I have been what most people call a „gamer“ for as long as I can remember. It has always been a major part of my life, usually balanced by a healthy (or maybe unhealthy) dose of sports. Back in the day, that meant surviving on zero sleep between late-night World of Warcraft raids and morning classes. While the days of progression raiding are behind me, the WoW itch never really goes away. I still keep an active sub just to casually run around on my Night Elf Druid, or honestly, just to listen to the login music in the background while I am doing something else.
But lately, I have felt a shift. I realized I wanted to spend my time learning chess as an adult instead of just chasing digital loot that resets every expansion. I wanted a skill that actually exists when I am not sitting in front of a monitor.
The Search for a Skill Beyond the Screen
For a long time, Hearthstone was my go-to transition from the MMO grind. I loved the strategy, and I even spent a lot of the lockdown era streaming it. But eventually, the „pay-to-play“ cycle got exhausting.
Every few months, a new expansion would drop, and if you did not shell out for new cards, your decks were useless.
It reminded me of playing Magic: The Gathering back in the day, but with one major difference: with Magic, you actually owned the physical cards. In Hearthstone, everything is digital, and you end up destroying your old collection just to afford the new stuff. One day, I just stopped and asked myself: „For what?„.
I wanted something tangible. I wanted to be that person in a movie who walks past a chessboard and casually says, „Knight to a4, checkmate“. It sounds ridiculous, but there is an undeniable „cool factor“ to chess that digital card games just cannot replicate.
Embracing the 10,000-Hour Journey
I have had a Chess.com account since late 2020, but I never gave it the respect it deserves. In 2024, I finally set a resolution to take it seriously. I reactivated my account and set up a tracking system to monitor exactly how much time I spend practicing. If you want to master something, you have to put in the hours, and I wanted to see that progress in black and white. (pun intended!)
In 2025, I clocked in 147 hours of chess practice. It is a solid start, but I know I am still just scratching the surface. Better late than never, right? Like the saying goes: „The best time to plant a tree was 20 years ago. The second best time is now„.

For 2026, I am raising the stakes. My goal is to hit 200 hours of chess practice. I thought about setting an ELO goal (a specific rating), but let’s be real: with my current playing volume, that is a bit delusional. Focusing on the hours spent is a metric I can actually control.
Overcoming „Play Button“ Anxiety
Here is my biggest hurdle: I love the puzzles, but I am terrified of the „Play“ button. I do at least 25 puzzles a day, but when it comes to actual matches, my fear of losing takes over.
I actually chatted with Gemini about this to figure out how to get over that mental block. The advice was surprisingly solid: stop counting wins and start celebrating losses. In chess, you learn more from a defeat than a victory. So, I have set a secondary goal for 2026: I want to lose 100 times.

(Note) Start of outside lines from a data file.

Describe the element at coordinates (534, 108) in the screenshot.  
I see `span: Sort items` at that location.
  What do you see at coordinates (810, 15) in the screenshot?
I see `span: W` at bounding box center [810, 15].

As of May 2026, I still have 72 losses to go to reach that goal. It sounds counterintuitive, but by aiming for the loss, I am taking the pressure off. Each defeat is just another data point in my skill acquisition routine.
Get going!
Learning chess is the ultimate gamified self-improvement project. It takes the systems I loved in WoW and Hearthstone and applies them to a skill that is respected globally. I am not quite ready for over-the-table matches against strangers yet, but I am working on it.
The „mayhem“ in my head is finally finding some order on those 64 squares.
If you see me on Chess.com, feel free to hand me one of those 72 losses I still need.